A Quote by Eric Kandel

I was interested in the nature of human mental processes, which is what got me interested in psychoanalysis. And it became clear to me after a while that mental processes come from the brain, and in order to understand them, you need to be a biologist of the brain.
I'm quite interested in my own mental processes, simply because I'm a failed scientist, and because I'm interested in how the brain and the mind works, and I like to avoid easy descriptions.
It seems to me immensely unlikely that mind is a mere by-product of matter. For if my mental processes are determined wholly by the motions of atoms in my brain I have no reason to suppose that my beliefs are true. They may be sound chemically, but that does not make them sound logically. And hence I have no reason for supposing my brain to be composed of atoms.
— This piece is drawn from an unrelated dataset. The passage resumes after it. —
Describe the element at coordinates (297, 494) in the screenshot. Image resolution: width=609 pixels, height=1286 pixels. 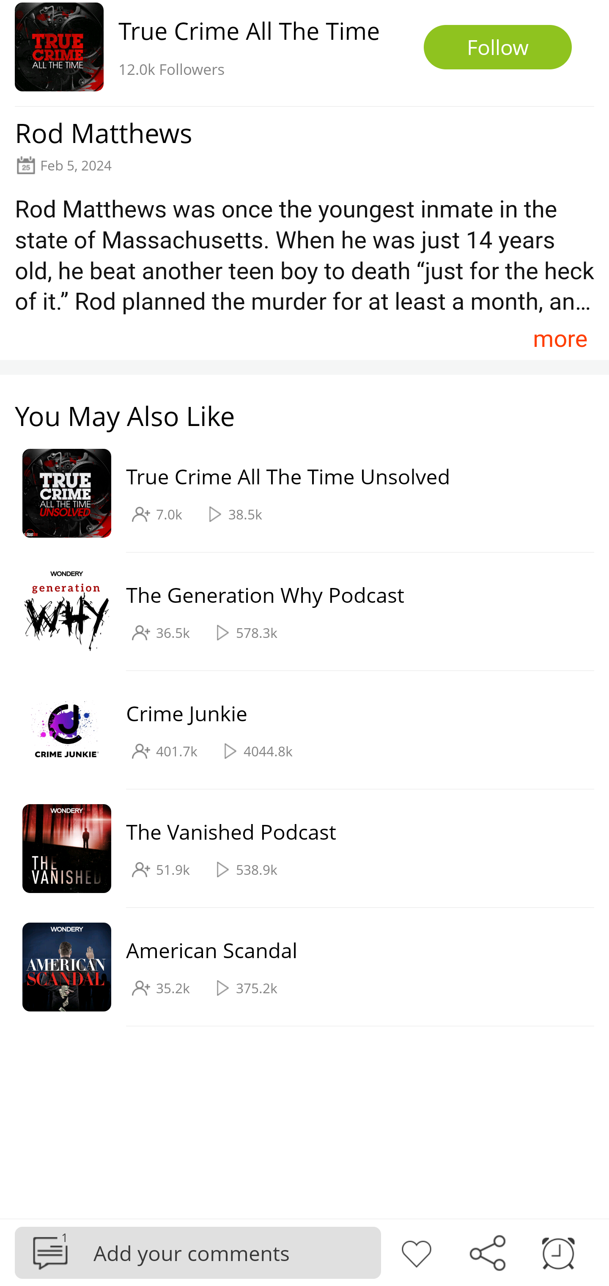
I see `True Crime All The Time Unsolved 7.0k 38.5k` at that location.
The task of neural science is to explain behaviour in terms of the activities of the brain. How does the brain marshall its millions of individual nerve cells to produce behaviour, and how are these cells influenced by the environment...? The last frontier of the biological sciences โ€“ their ultimate challenge โ€“ is to understand the biological basis of consciousness and the mental processes by which we perceive, act, learn, and remember.
Dementia is, after all, a symptom of organic brain damage. It is a condition, a disorder of the central nervous system, brought about in my case by a viral assault on brain tissue. When the assault wiped out certain intellectual processes, it also affected emotional processes.
There's real "right brain" creativity that goes into all of the organizational processes that a company utilizes and must continually reinvent in order to conduct its business. But there are also the "left brain" accounting functions that must continually ask how the company is doing financially and whether the creative processes are working for the bottom line.
As physics is a mental reconstruction of material processes, perhaps a physical reconstruction of psychic processes is possible in nature itself.
People often ask how I got interested in the brain; my rhetorical answer is: 'How can anyone NOT be interested in it?' Everything you call 'human nature' and consciousness arises from it.
The dogma of the Ghost in the Machine ... maintains that there exist both bodies and minds; that there occur physical processes and mental processes; that there are mechanical causes of corporeal movements and mental causes of corporeal movements.
It must be pointed out, however, that strictly speaking it is incorrect to talk of the dominance of the pleasure principle over the course of mental processes. If such a dominance existed, the immense majority of our mental processes would have to be accompanied by pleasure or to lead to pleasure, whereas universal experience completely contradicts any such conclusion.
In all probability, mental states are processes and activities of the brain. Exactly what activities, and exactly at what level of description, remains to be seen.
When we recognise that reflective processes are no more outside the causal net than unreflective processes, and that they are bound by similar constraints, we may come to understand the nature of reflection for the first time.
Advocates of psychiatric drugs often claim that the medications improve learning and the ability to benefit from psychotherapy, but the contrary is true. There are no drugs that improve mental function, self-understanding, or human relations. Any drug that affects mental processes does so by impairing them.
When you deal with something like compassion for physical pain, which we know is very, very old in evolution - we can find evidence for it in nonhuman species - the brain processes it at a faster speed. Compassion for mental pain took many seconds longer.
The brain is a dynamic system that constantly processes and creates your reality. It works best if you balance all the things that the brain is good at. The brain is good at being adaptable, flexible, creative, and intelligent. But it's also good at playing and just being. A balanced life provides time - every day if possible - so that every function of the brain is allowed to come alive and flourish.
What we're seeking to do is internalize perception. Perception is very much involved with the senses and the mental processes and the emotional processes.
The human brain has left and right brain symmetry with its own nature and can process information which initially appears to have no pattern or order. However, the brain has the ability to process visual information much more efficiently.